** EXERCISE **
Set out exactly every line of the entries below, starting at the line that holds "In order to click" and stopping after the line that holds "What do you see at coordinates (532, 74)".

** Collected data **
-.-.-

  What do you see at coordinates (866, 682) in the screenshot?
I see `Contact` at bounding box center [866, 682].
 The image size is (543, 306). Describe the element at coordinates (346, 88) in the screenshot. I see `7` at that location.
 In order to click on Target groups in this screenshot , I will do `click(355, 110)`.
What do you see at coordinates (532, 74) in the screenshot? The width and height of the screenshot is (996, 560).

-.-.-

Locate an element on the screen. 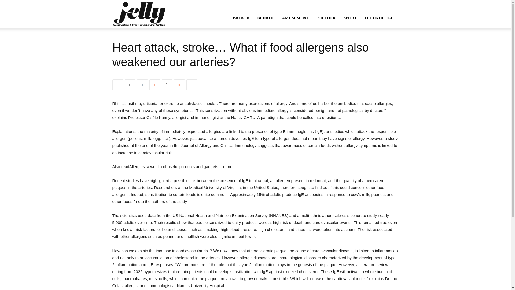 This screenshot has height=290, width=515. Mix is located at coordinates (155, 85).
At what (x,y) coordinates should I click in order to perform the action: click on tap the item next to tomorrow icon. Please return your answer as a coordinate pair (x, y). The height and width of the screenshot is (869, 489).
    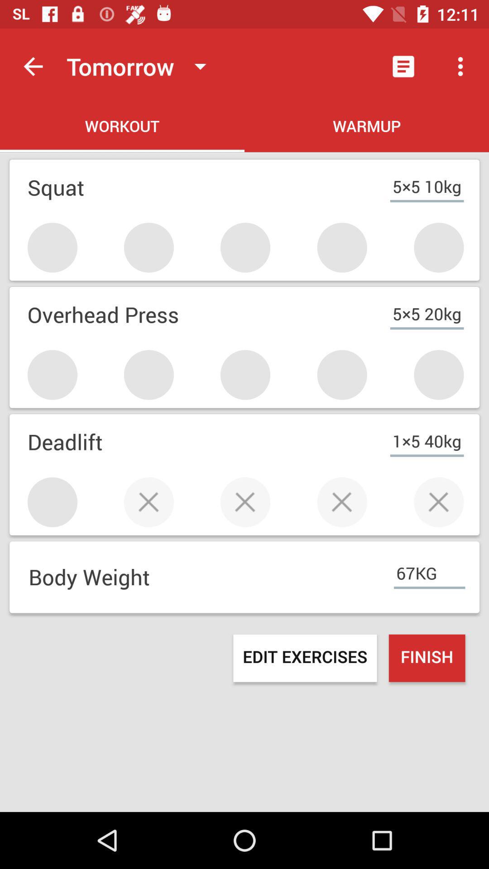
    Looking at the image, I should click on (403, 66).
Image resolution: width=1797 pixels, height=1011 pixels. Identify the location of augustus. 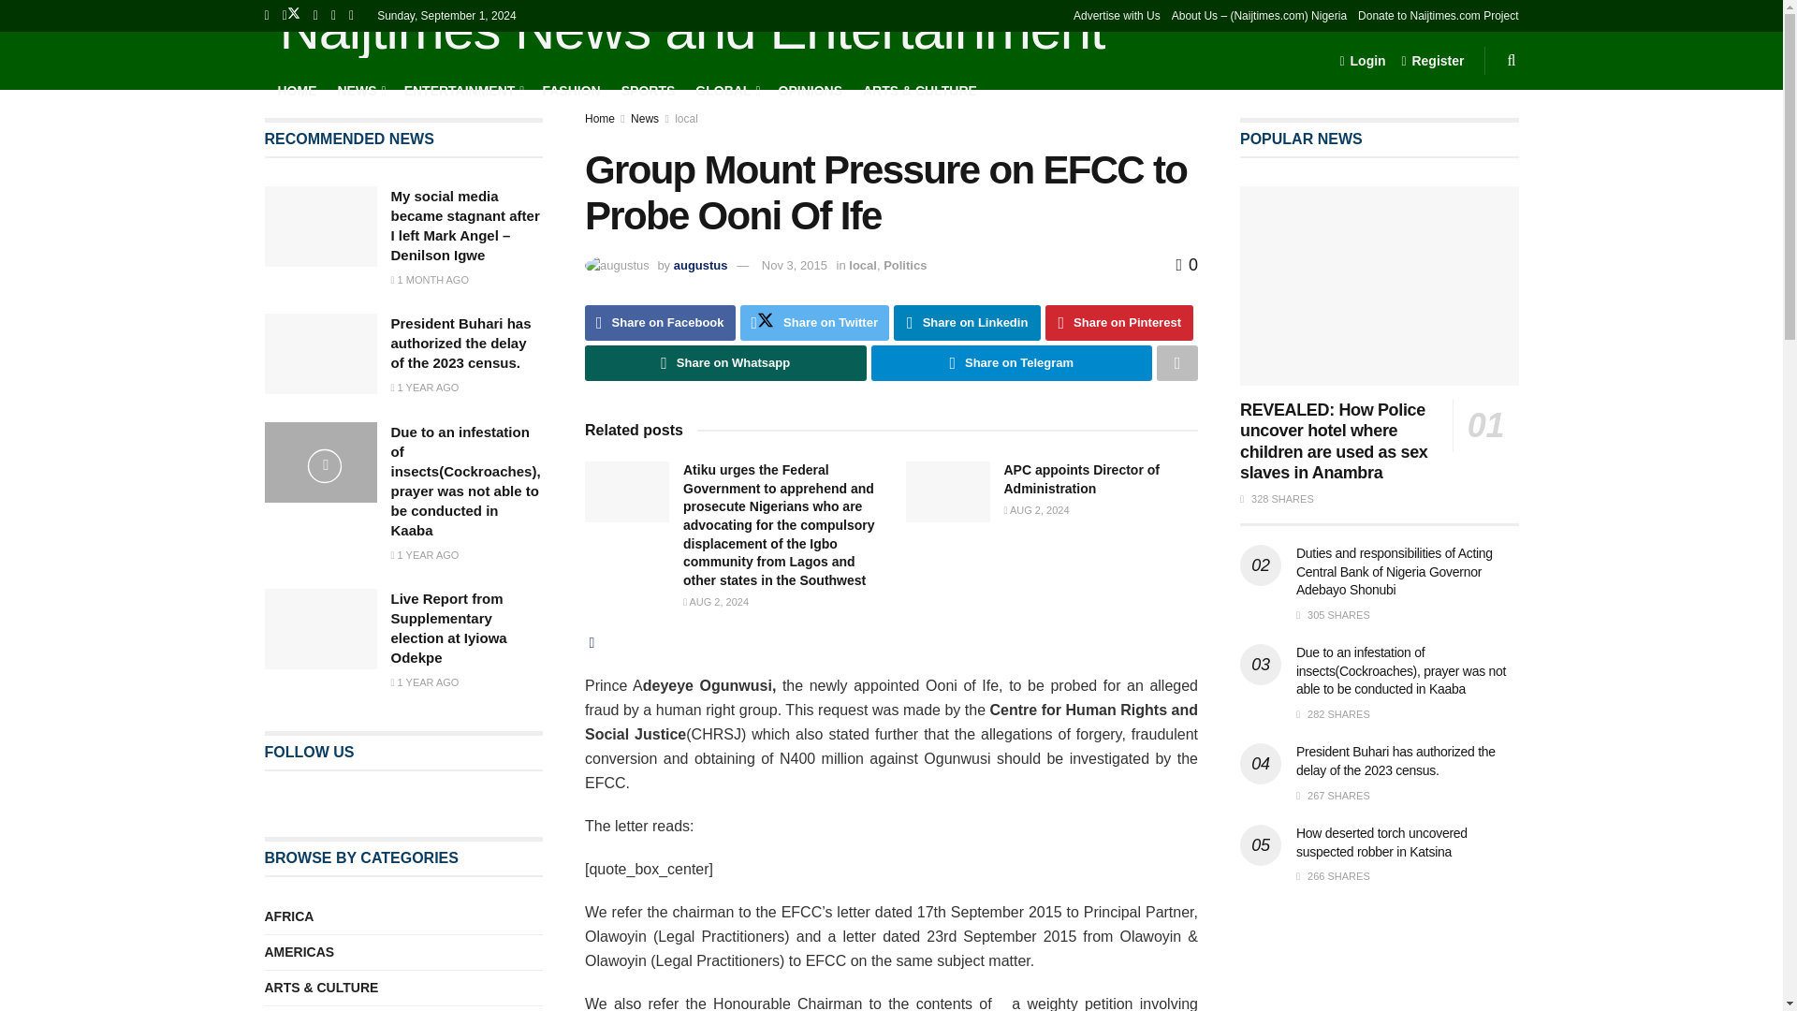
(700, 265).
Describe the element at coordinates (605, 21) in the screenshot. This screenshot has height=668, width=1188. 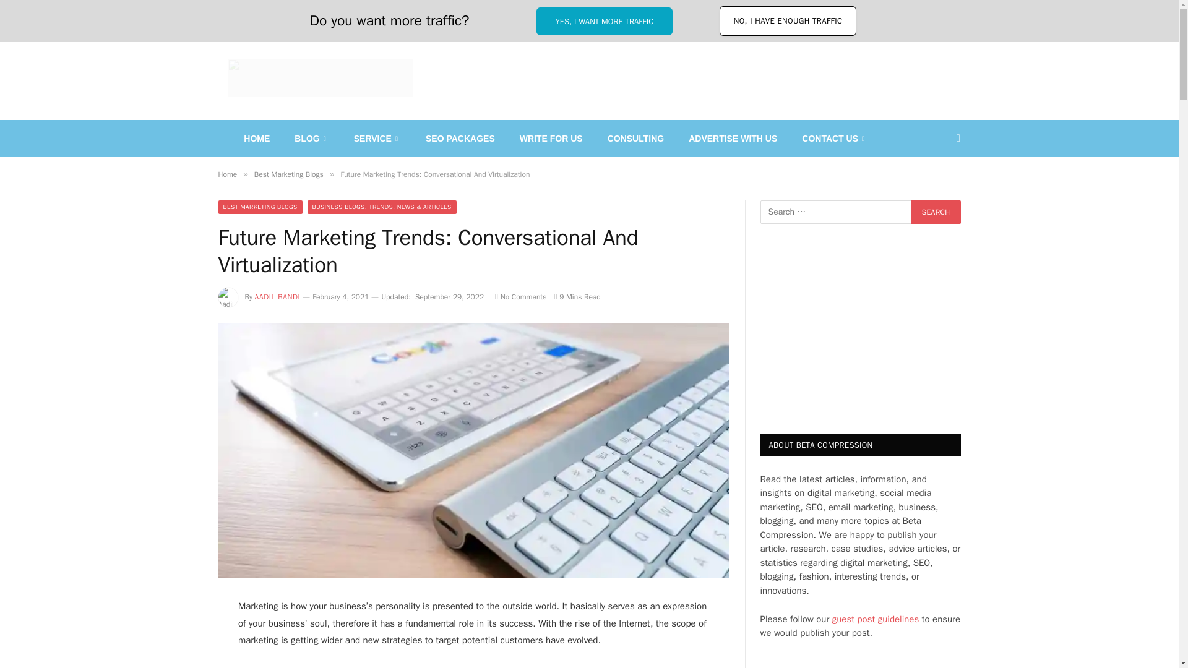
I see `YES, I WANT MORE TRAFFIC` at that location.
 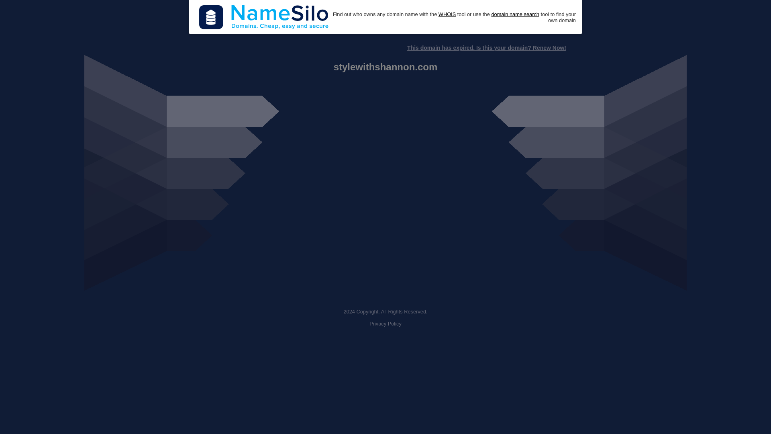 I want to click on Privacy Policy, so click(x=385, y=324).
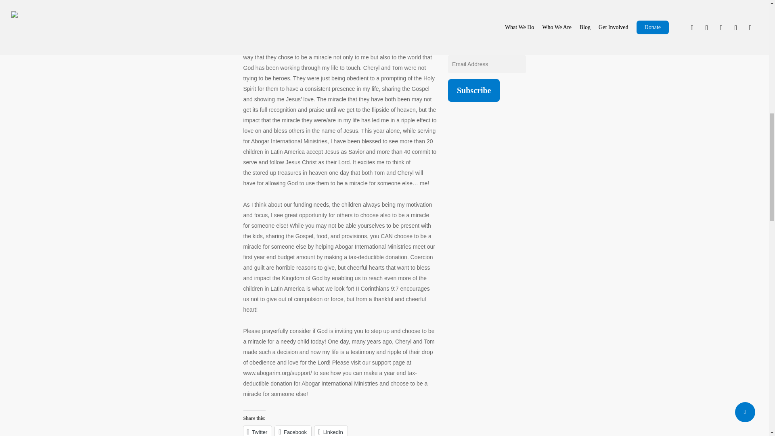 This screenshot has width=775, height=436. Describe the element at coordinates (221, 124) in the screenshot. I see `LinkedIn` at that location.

-.-.-

** ANSWER SPACE **
 In order to click on Target groups in this screenshot , I will do `click(355, 110)`.
What do you see at coordinates (532, 74) in the screenshot? The width and height of the screenshot is (996, 560).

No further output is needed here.